RA Patients in Europe Welcome Cost-Effective Biosimilars and Urge Agencies to Mandate Biosimilar Use

RA Patients in Europe Welcome Cost-Effective Biosimilars and Urge Agencies to Mandate Biosimilar Use

Decision Resources Group, a provider of best-in-class, high-value data, analytics and insights products and services to the healthcare industry, recently conducted a survey of rheumatologists across EU5 (France, Germany, Italy, Spain, and the United Kingdom) and learned that over 30% of patients with rheumatoid arthritis who are just about to begin treatment are likely to receive the biosimilar version of a drug within its first year of availability. According to interviewed payers, concerned agencies will most likely be urged to take steps to recommend or require use of biosimilars, particularly in treatment-naive patients.

This mandated switch from branded medication to their biosimilar versions, however, is not expected until rheumatologists and payers gather more clinical experience dealing with biosimilars and their long-term efficacy and safety profiles. Surveyed payers expect upcoming RA medications to face a challenging market, especially with the recent launch of biosimilar infliximab, and soon-to-be-released biosimilar counterparts of etanercept, rituximab, and adalimumab in the coming years.

The following are notable findings from the EU5 Physician & Payer Forum report entitled “EU5 Market Access Opportunities and Challenges in Rheumatoid Arthritis”:

  • Interviewed payers emphasize that emerging therapies must demonstrate superiority over the standard of care TNF-alpha inhibitors in head-to-head trials for optimal pricing and reimbursement negotiations. Without this data, emerging therapies will likely be priced at the same level, or lower, than the marketed agents including biosimilars.
  • Given the availability of the lower-cost biosimilars, interviewed payers report that negotiating discounts, rebate contracts, and risk-sharing schemes will be key market access levers for the uptake of new agents in the crowded RA market.
  • The majority of surveyed rheumatologists indicate that they would urge local or regional payers to reimburse an oral Jak kinase inhibitor, a novel drug class in RA. However, they also anticipate that Xeljanz, an emerging Jak inhibitor, will only achieve moderate uptake by year-end 2018 and most likely be prescribed in the later lines of therapy.

“Given the increasingly constrained reimbursement environment across the EU5 and in the absence of superiority data to an active comparator, it may be difficult for Xeljanz to gain access to a broad patient population if prices are on par with Humira. Payers believe Xeljanz will need to be priced at a discount to marketed biologics for use in the earlier lines of treatment”, commented Decision Resources Group Analyst Ronnie Yoo, Ph.D. “Payers note the challenges emerging agents face with the large number of effective RA agents with established safety profiles. Biosimilar availability will further heighten the bar for cost-effectiveness, which is a key to EU5 reimbursement and market access”, he added.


Your goal. Show every line in the records below that contains the word "rectum".

== Input ==

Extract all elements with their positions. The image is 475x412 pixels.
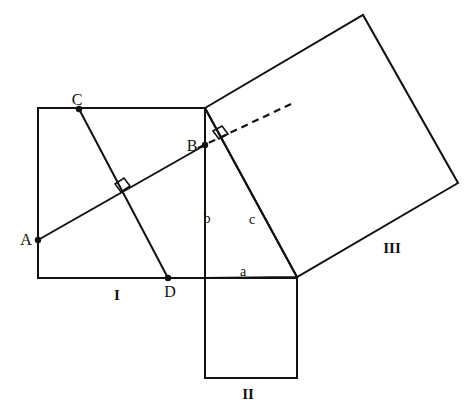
side-label-b: b [204,212,211,226]
geometry-figure: A B C D a b c I II III [0,0,475,412]
region-label-two: II [242,387,254,402]
vertex-label-b: B [187,138,198,154]
square-two-outline [205,278,297,378]
point-a-dot [35,237,41,243]
point-b-dot [202,142,208,148]
dashed-perpendicular-line [198,104,291,148]
vertex-label-a: A [20,232,32,248]
vertex-label-d: D [164,284,176,300]
region-label-one: I [114,288,120,303]
right-triangle-outline [205,108,297,278]
square-three-outline [205,15,458,277]
region-label-three: III [383,241,401,256]
vertex-label-c: C [72,92,83,108]
line-segment-cd [79,109,168,278]
figure-canvas [0,0,475,412]
side-label-c: c [249,213,255,227]
point-d-dot [165,275,171,281]
side-label-a: a [240,265,246,279]
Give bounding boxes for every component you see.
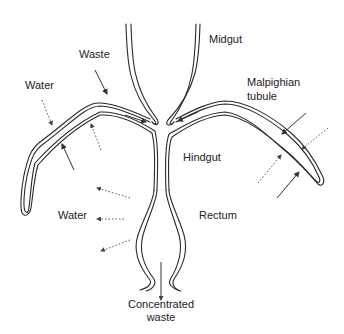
label-waste: Waste	[79, 48, 110, 60]
excretory-system-diagram: Midgut Waste Water Malpighian tubule Hin…	[0, 0, 344, 334]
water-in-arrow-right	[302, 128, 328, 149]
waste-in-arrow-right	[282, 113, 306, 134]
rectum-water-arrow-3	[101, 240, 130, 251]
label-water-lower: Water	[58, 209, 87, 221]
water-in-arrow-left	[42, 100, 52, 125]
solute-in-arrow-right	[277, 172, 299, 198]
label-concentrated-line1: Concentrated	[128, 298, 194, 310]
left-malpighian-tubule	[21, 103, 158, 215]
label-concentrated-line2: waste	[146, 311, 176, 323]
solute-in-arrow-left	[62, 144, 74, 170]
label-rectum: Rectum	[199, 209, 237, 221]
right-malpighian-tubule	[165, 101, 323, 190]
water-out-arrow-left	[91, 124, 101, 150]
water-out-arrow-right	[258, 155, 281, 183]
label-midgut: Midgut	[209, 33, 242, 45]
rectum-water-arrow-1	[97, 188, 130, 198]
waste-in-arrow	[95, 70, 107, 94]
label-malpighian-line2: tubule	[247, 90, 277, 102]
label-hindgut: Hindgut	[183, 151, 221, 163]
label-malpighian-line1: Malpighian	[247, 76, 300, 88]
label-water-upper: Water	[25, 79, 54, 91]
midgut-tube	[126, 24, 200, 125]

===

Result of this task.
rectum-water-arrow-3	[101, 240, 130, 251]
label-rectum: Rectum	[199, 209, 237, 221]
rectum-water-arrow-1	[97, 188, 130, 198]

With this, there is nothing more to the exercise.